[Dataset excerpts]
==================================================

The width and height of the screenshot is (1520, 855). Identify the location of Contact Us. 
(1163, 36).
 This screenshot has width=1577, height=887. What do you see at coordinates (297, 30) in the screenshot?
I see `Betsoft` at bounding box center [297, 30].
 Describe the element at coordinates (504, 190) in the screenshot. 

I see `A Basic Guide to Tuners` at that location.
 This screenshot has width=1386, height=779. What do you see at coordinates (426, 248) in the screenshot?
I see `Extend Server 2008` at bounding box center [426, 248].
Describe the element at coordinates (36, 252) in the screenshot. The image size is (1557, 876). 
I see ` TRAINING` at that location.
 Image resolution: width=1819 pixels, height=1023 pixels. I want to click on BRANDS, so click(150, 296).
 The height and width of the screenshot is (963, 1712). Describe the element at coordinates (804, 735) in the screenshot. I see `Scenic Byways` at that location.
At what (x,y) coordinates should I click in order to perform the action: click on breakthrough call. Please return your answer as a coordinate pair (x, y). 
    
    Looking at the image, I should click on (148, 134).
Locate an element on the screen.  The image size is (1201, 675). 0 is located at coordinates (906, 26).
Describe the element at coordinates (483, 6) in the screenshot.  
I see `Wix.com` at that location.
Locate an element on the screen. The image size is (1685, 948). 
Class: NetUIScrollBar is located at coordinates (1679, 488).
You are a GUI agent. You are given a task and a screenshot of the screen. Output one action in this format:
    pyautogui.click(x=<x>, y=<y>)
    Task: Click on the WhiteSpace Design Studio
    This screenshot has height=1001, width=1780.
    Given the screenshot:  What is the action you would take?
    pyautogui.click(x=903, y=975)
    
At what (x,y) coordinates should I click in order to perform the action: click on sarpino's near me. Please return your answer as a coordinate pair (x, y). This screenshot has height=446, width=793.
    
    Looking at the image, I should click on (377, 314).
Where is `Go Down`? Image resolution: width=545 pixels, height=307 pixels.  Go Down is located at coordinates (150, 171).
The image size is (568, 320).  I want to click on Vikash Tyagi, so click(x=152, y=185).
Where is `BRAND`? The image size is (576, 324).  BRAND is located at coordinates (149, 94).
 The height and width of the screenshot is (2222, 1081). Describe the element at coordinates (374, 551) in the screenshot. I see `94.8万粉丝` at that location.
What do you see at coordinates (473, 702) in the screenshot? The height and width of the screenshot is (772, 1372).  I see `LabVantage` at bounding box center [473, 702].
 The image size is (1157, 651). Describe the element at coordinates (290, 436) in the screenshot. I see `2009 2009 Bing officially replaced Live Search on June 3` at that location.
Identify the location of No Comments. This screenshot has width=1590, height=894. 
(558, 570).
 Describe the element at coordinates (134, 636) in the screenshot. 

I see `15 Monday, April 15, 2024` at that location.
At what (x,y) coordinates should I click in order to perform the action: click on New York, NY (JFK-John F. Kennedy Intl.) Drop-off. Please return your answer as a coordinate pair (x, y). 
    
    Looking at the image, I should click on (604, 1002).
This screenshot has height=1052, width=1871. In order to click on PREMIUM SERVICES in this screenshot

==================================================

__REQUIRED ACTION__. Return the line that contains "Identify the location of No" along with every line after it through the end of the entries, exactly, adding nothing.

__ANSWER TO THIS PROBLEM__.
Identify the location of No Comments. This screenshot has width=1590, height=894. 
(558, 570).
 Describe the element at coordinates (134, 636) in the screenshot. 

I see `15 Monday, April 15, 2024` at that location.
At what (x,y) coordinates should I click in order to perform the action: click on New York, NY (JFK-John F. Kennedy Intl.) Drop-off. Please return your answer as a coordinate pair (x, y). 
    
    Looking at the image, I should click on (604, 1002).
This screenshot has height=1052, width=1871. In order to click on PREMIUM SERVICES in this screenshot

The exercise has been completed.